The Awl is moving three of its four sites from WordPress to Medium, as part of the Medium for Publishers program, which was announced Tuesday. Migrating an entire site onto a platform is the latest example of the rise of platform publishing.
The Awl’s publisher, Michael Macher, tells AdExchanger that “indie publishers need to streamline the publishing process, and they need tools for revenue and to gain access to unique advertising demand.”
In December, The Billfold became the first publisher to migrate to Medium. The site’s homepage looks distinctive to the publishing brand, but the layout, font and functionality are equally distinctive as coming from Medium.
The Awl and The Hairpin are following with their own migrations, in a process that will take four to six weeks. Humor site Splitsider, which runs custom banner ad campaigns, isn’t making the switch because Medium is banner ad-free.
Medium for Publishers includes a revenue beta that allows publishers to earn money from “promoted stories”or native advertising links. Or they can earn a “creative services fee” from creating branded content.
One example: The Billfold wrote content for SoFi that appeared in the brand’s custom publication, The Future of Money. In keeping with the prevailing trends in the industry, brands pay for engagement or “total time read,” not impressions.
For lean-staffed The Awl, which has other publishers like Vice Media represent its inventory, having Medium bring in advertising demand is a big help. It’s also an alternative to another low-resources form of advertising: programmatic.
“What we do give up when we go to Medium is a certain conception of programmatic advertising,” Macher said.
The Awl can still bring in advertising itself, and Macher indicated that it would keep all that revenue, while not getting into specifics. It doesn’t pay a fee to use Medium’s tech, just a share of the ad revenue that the platform brings in, in what he said was a “very favorable” arrangement.
Without banner ads, though, The Awl’s external revenue partners are likely to change. Macher doesn’t want advertising that interferes with the clean design of Medium, so he’s evaluating the sites’ current partnerships.
“Any partnership that relies on third-party ad code and data – and introduces unexpected elements to the experience – is a relationship we will probably not continue on Medium,” Macher said.
Besides built-in advertising demand, the other selling points of Medium are editorial: access to a content management system and a solid way to distribute content. “For small-to-mid-size publishers, we solve the problem of tech, and they can invest those resources into editorial,” said Medium’s head of publisher development, Saul Carlin.
The Billfold, the first publisher on Medium, saw improvements in both content distribution and revenue when it moved to the platform. Although Macher thinks it’s too soon to draw concrete conclusions about traffic post-Medium, the site saw “net positive” traffic.
Plus, The Billfold posted its most popular story to date, “A Story Of A Fuck Off Fund,” during that time, and Macher observed a lot of story pickup from the network effect of people sharing content within Medium.
“Thirty percent of all page views on Medium are driven by Medium itself,” Carlin confirmed.
Even as the sites move to Medium, they aren’t abandoning other platforms. Medium for Publishers will be compatible with Facebook Instant Articles and Google AMP.
“Medium might make it easier to publish across platforms, but they will not inject themselves into that process,” Macher said. “Each platform maintains the financial relationship they have with the publisher. Nothing changes about how we interact with each platform.”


• What is expected:
Go through the records and copy each line where the word "Lihat" occurs.

• Data listing:
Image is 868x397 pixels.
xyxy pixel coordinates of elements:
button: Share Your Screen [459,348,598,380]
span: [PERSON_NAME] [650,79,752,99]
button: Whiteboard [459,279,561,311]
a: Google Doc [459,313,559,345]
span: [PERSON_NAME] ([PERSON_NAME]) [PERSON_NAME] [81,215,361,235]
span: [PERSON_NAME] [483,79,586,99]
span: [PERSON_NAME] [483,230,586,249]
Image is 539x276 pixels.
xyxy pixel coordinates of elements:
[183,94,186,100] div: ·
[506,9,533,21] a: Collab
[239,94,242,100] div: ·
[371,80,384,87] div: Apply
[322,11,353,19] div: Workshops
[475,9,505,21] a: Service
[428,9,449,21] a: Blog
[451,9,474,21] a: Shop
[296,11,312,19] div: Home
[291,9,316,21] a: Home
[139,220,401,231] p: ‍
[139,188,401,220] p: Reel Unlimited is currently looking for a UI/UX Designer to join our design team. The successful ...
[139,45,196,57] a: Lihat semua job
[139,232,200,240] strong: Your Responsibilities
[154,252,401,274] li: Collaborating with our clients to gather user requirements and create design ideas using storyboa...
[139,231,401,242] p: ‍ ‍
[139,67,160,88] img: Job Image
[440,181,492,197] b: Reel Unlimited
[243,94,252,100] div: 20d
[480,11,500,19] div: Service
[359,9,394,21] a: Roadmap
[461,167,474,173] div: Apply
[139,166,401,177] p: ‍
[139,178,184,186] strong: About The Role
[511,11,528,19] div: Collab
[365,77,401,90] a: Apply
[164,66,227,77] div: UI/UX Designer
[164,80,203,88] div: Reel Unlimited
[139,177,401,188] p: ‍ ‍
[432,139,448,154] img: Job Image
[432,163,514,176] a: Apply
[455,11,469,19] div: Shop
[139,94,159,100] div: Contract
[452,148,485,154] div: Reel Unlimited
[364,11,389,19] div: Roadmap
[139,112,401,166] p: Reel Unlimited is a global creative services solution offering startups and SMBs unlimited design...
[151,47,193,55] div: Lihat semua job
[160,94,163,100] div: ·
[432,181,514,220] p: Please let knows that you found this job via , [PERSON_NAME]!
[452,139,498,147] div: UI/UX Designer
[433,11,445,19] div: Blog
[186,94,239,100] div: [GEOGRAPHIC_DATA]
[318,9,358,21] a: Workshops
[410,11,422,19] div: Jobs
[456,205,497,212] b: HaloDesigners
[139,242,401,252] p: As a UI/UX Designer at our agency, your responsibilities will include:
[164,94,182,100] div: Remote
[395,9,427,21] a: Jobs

• Exercise output:
[139,45,196,57] a: Lihat semua job
[151,47,193,55] div: Lihat semua job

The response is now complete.